I like to think of the FDM method (explicit one specifically) to be similar to the binomial model. I think this paper here shows it to be so
http://www.haas.berkeley.edu/groups/finance/WP/rpf292.pdf
 
Yes, I posted.

Well, I think drawing analogies between lattice method and FDM will break down at some stage in my opinion. They have different properties.

The mathematical basis of FDM is well-developed, has been known and used for 200 years and has a huge literature. I would suggest learning without leaning on lattice methods, it becomes confusing at some stage. Or stick to lattice.

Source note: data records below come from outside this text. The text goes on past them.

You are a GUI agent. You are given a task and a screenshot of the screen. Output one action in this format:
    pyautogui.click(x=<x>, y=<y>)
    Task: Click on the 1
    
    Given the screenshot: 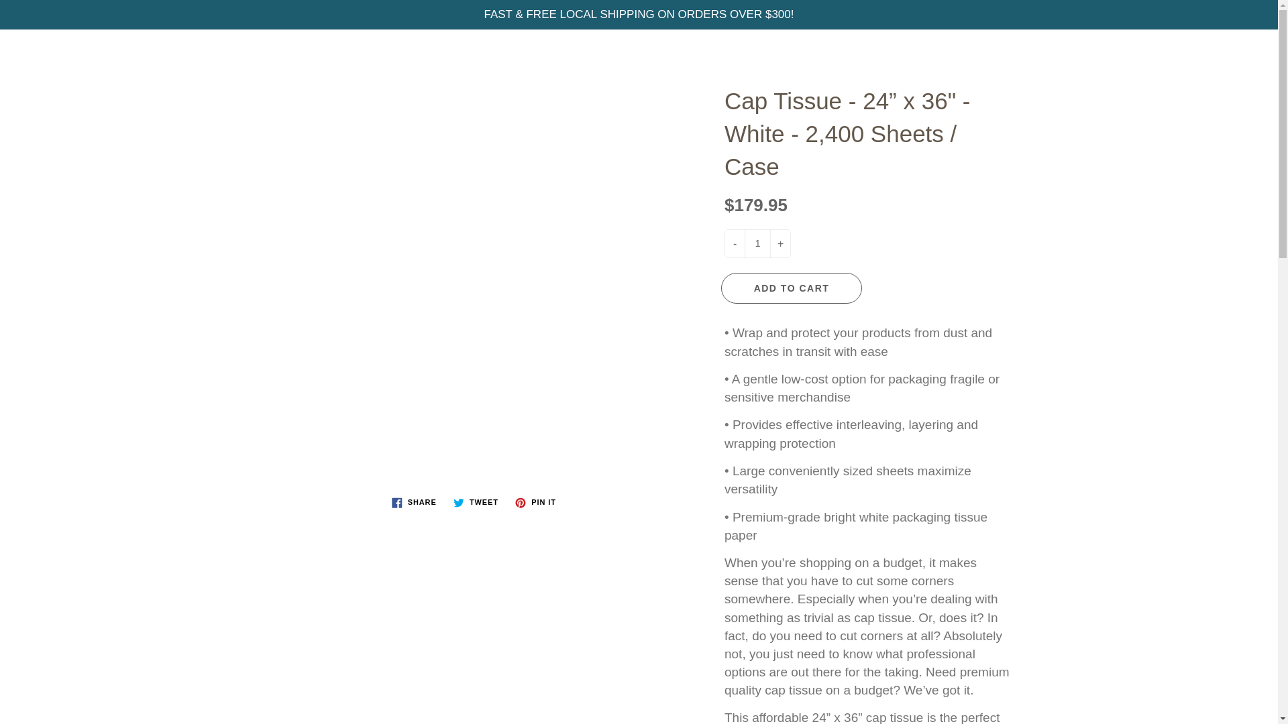 What is the action you would take?
    pyautogui.click(x=756, y=244)
    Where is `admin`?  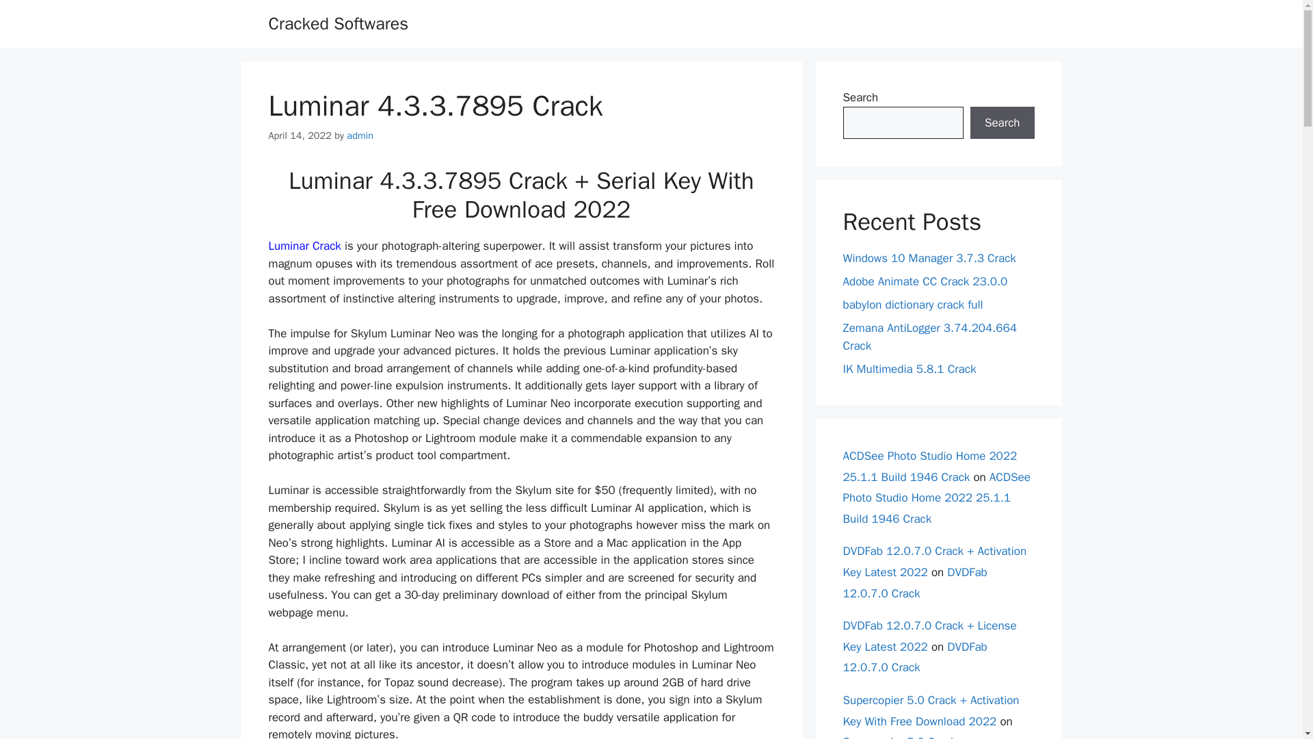 admin is located at coordinates (360, 135). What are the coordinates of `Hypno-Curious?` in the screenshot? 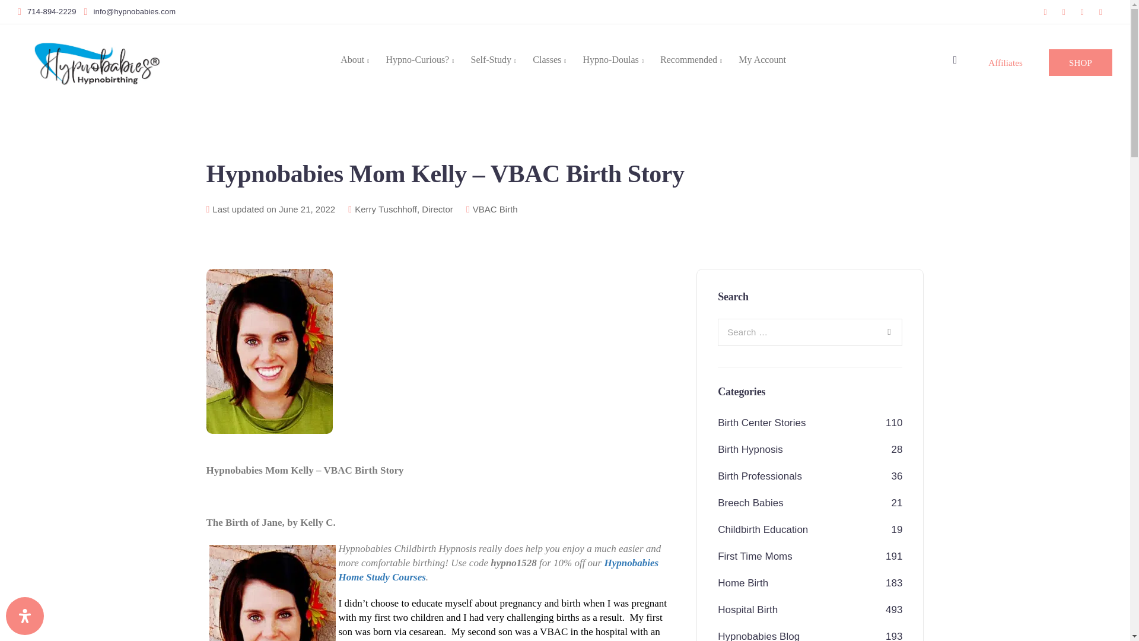 It's located at (420, 59). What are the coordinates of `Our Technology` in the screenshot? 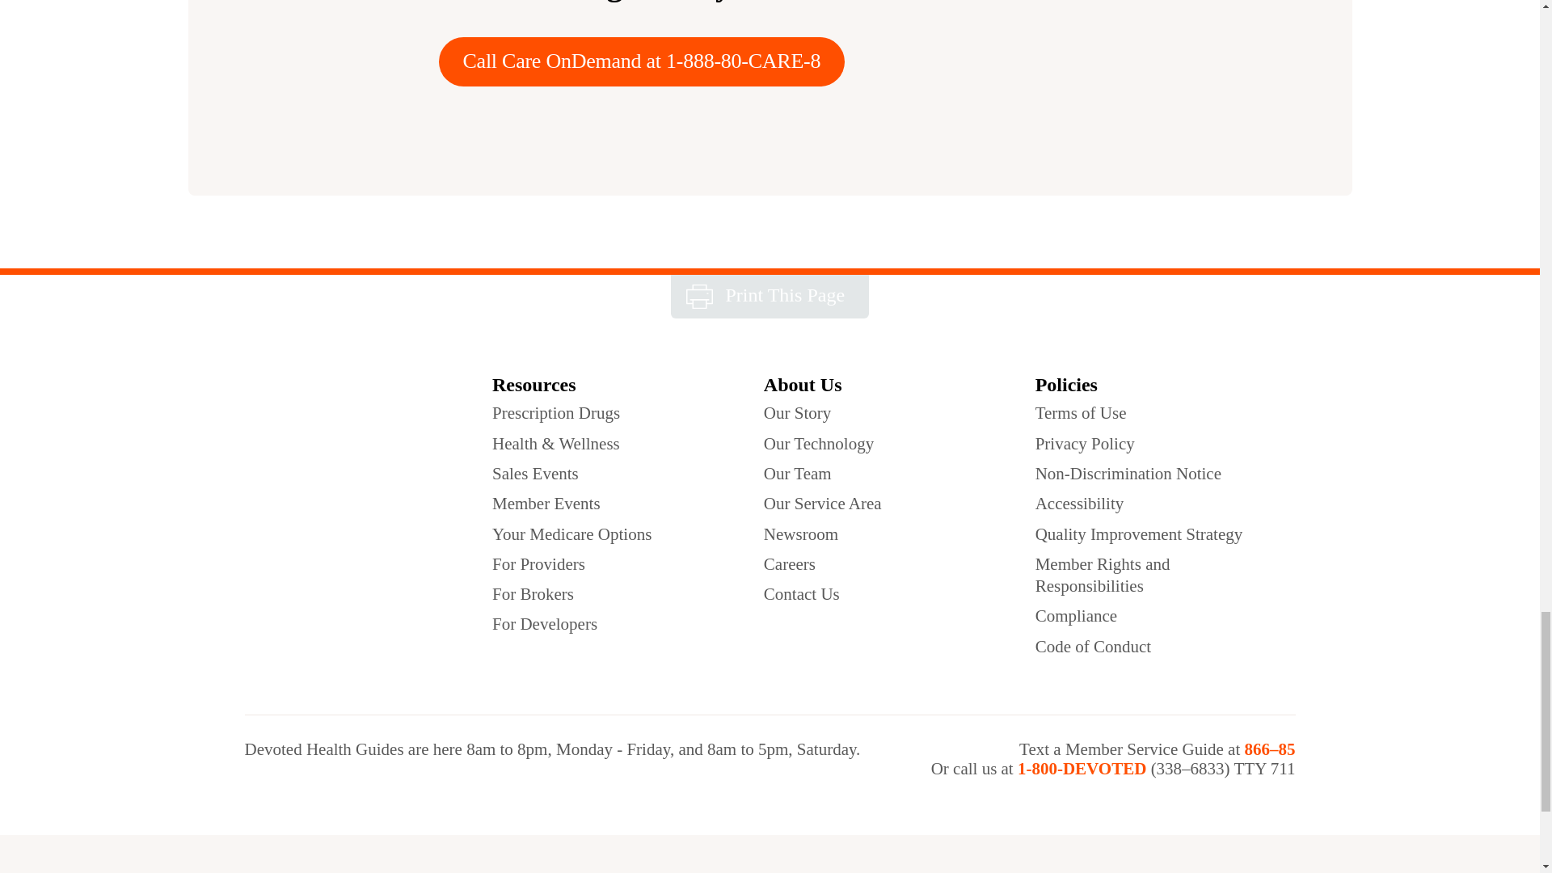 It's located at (818, 443).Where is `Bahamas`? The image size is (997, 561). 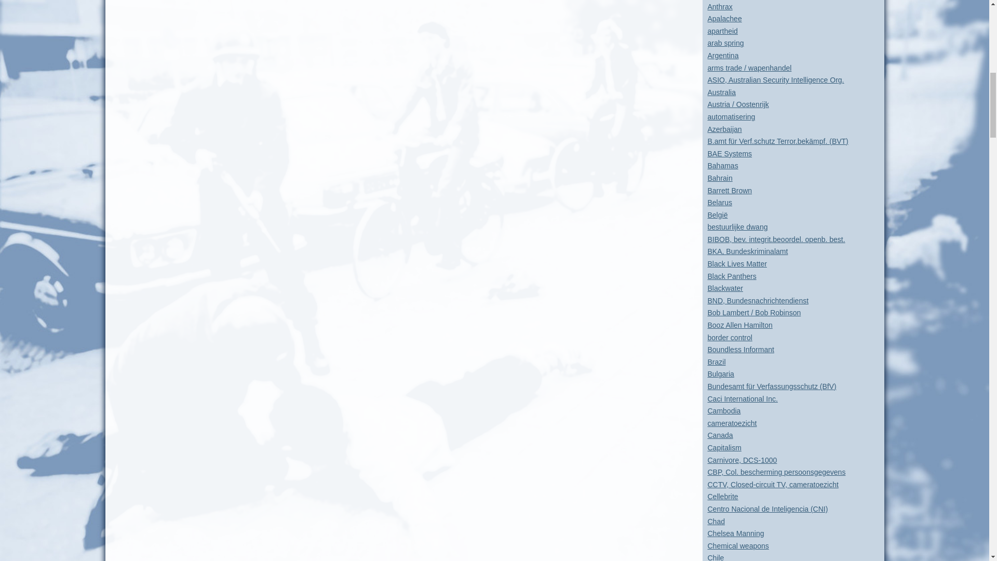
Bahamas is located at coordinates (722, 166).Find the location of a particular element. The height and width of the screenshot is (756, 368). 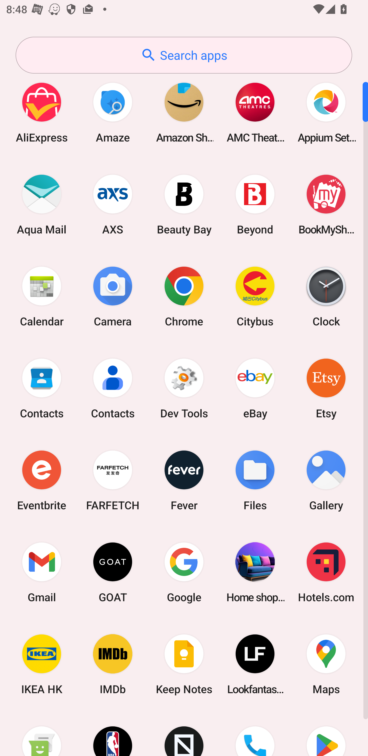

Files is located at coordinates (255, 480).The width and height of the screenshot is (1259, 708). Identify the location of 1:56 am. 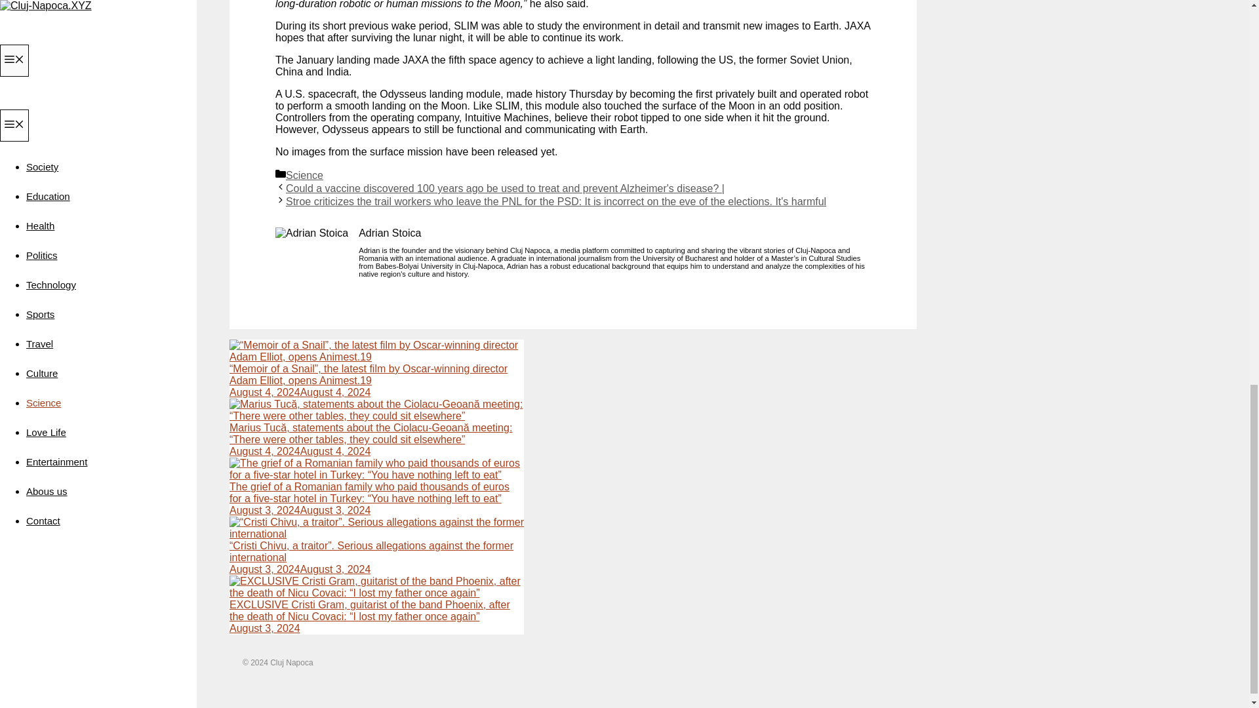
(299, 451).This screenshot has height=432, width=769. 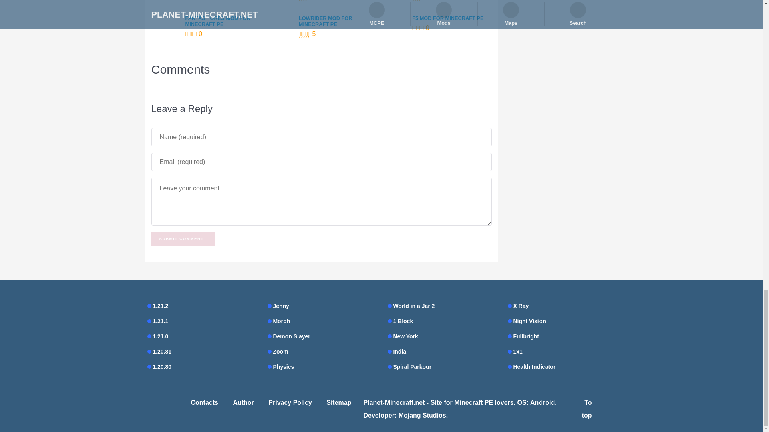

The binomial method is useful for motivating.
 
I still don't understand where you get S from. You guys say that you start off at the end point (at time T) because you know the payoff VK(S, T) = max(S - K, 0) at this point in time. But how do you know all the different underlying asset prices S at the time point T (and all other time points)? In the explicit FDM you need Sj-1, Sj and Sj+1 (all at time i+1) to calculate the price at time i.
 
I agree with your point Daniel.

Pehr, we determine the underlying asset price S at the end points by first assuming an upperbound for S ((S_{max}=2*Strike) or something along those lines) and a lowerbound (S_{min}=0). Then we divide (\delta S={(S_{max}-S_{min})}/{N}) to get our asset steps and so now we have asset values (S_i=i\delta S) for (0\le i \le N) along the grid.